Summary: The Senate will now pick up the amended resolution. It still needs a 2/3 vote to pass that body, which is 14 votes. Members of the minority who sponsored the amendment said this was a good compromise and narrow the focus of the suspended rules, while still giving the Legislature wide latitude to act.
2 p.m.
The amended HCR 17 passes 35-3, with Eastman, Sullivan-Leonard and Rep. Mark Neuman, R-Big Lake, voting against. The amended resolution will now go to the Senate.
The amendment passes 37-1, with Eastman as the lone nay vote.
1:48 p.m.
Narrowly focusing the bill would constrain the legislature too much, said Rep. Zach Fields, D-Anchorage, and there are things the legislature needs to do that are broad.
Sponholz says she appreciates the amendment introduced by the minority and that the intent of the resolution to rush through personal legislation.
1:45 p.m.
Rep. Lance Pruitt, R-Anchorage, says his concern was that suspending the “24-hour rule” would put a number of bills before the House that have nothing to do with the pandemic or passing the budget.
Amendment 2 is what his caucus has found to be a good compromise, he says.
Amendment 2, introduced by Palmer representative Delena Johnson, would limit the 24-hour rule to the budget and disaster relief.
The only thing the House should focus on should be the pandemic, he said, and rebuked a claim that his caucus does not understand the gravity of the crisis.
1:31 p.m.
House members of filing back into the chamber to continue debate on a resolution to speed up the legislative process in response to the pandemic.
11:50 a.m.
House is recessed to 1 p.m.
11:33 a.m.
The House is now debating HCR 17, which would let the Legislature to move faster in response to the coronavirus pandemic.
Eastman has an amendment to insert language saying “for the purposes of appropriations bills,” saying this would narrow the focus of the resolution and put sideboards on a resolution that might give lawmakers too much power.
The vote fails, 29-7.
11:25 a.m.
House takes an at ease.
Vote passes 31 yeas, 5 nays.
Nays were Carpenter, Eastman, Mike Prax, R-North Pole, Delena Johnson, R-Palmer and Colleen Sullivan-Leonard, R-Wasilla. Rep. George Rauscher, R-Sutton, was not in the room for the vote and was marked absent from the vote. Rausher is at the Capitol and has voted on other questions before the House.
11:17 a.m.
Rep. Tiffany Zulkosky, D-Bethel, says that many Alaska Natives in the state are not far removed from policies of assimilation. Her own father was not allowed to speak his native Yupick language as a young man.
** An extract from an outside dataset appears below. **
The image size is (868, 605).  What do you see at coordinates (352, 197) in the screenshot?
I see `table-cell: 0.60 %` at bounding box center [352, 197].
“Recognizing Alaska’s tribes is an important part of the state’s healing moving forward,” she says.
The House takes an at ease.
Rep. John Lincoln, U-Kotzebue, says the bill would simply recognize what has been a reality in the state for years. Tribal governments provide myriad services in their communities and have for a very long time, he says.
10:58 a.m.
The House is moving to some of the bills rather than the resolution. Rep. Chuck Kopp, R-Anchorage is giving a summation of his bill for the state to recognize the state’s 229 already federally recognized tribes in the state.
This bill brings the state in line with what the U.S. Supreme Court has said is true and Congress has said is true, that there are thriving tribal governments that have been here for tens of thousands of years, Kopp says.
“The indigenous people were pushed off their lands under treaties,” Kopp says. “There have been lots of things where the United States hasn’t lived up to its words,” he says, citing the Trail of Tears, a massacre of Cherokee people following a treaty.
Rep. David Eastman, R-Wasilla, says he opposes the sweeping nature of the bill and adds that he hasn’t heard anything from any of his constituents on the bill.
Rep. Ben Carpenter, R-Nikiski, says there is a discrepancy between what he has been told by the bill’s sponsors and what he reads in the bill. The sponsor statements speaks only to formal recognition, he says, but supporter statements from organizations such as the Alaska Federation of Natives say the bill will remove barriers. How can both be true, he asks.
Either the bill is only a formal recognition, which would be better put in a resolution, or there is a bill with meaningful changes which aren’t clear in the bill, he says.
10:40 a.m.
Not a whole lot of green being worn today…
Yesterday, the House Majority Caucus introduced House Concurrent Resolution 17 which would suspend certain rules of the Legislature allowing the body to move faster.
Proponents say the resolution is a necessary move to act quickly in response to the coronavirus pandemic. Opponents say it cuts the public out of the deliberative process and rushes what’s meant to be a thoughtful, drawn-out process.
The resolution needs a 2/3 vote to pass the House (27 votes) and another 14 in the Senate. After a long break in yesterday’s floor session, the resolution was moved to today’s session, as were the four bills also on the calendar.
You can read yesterday’s coverage here.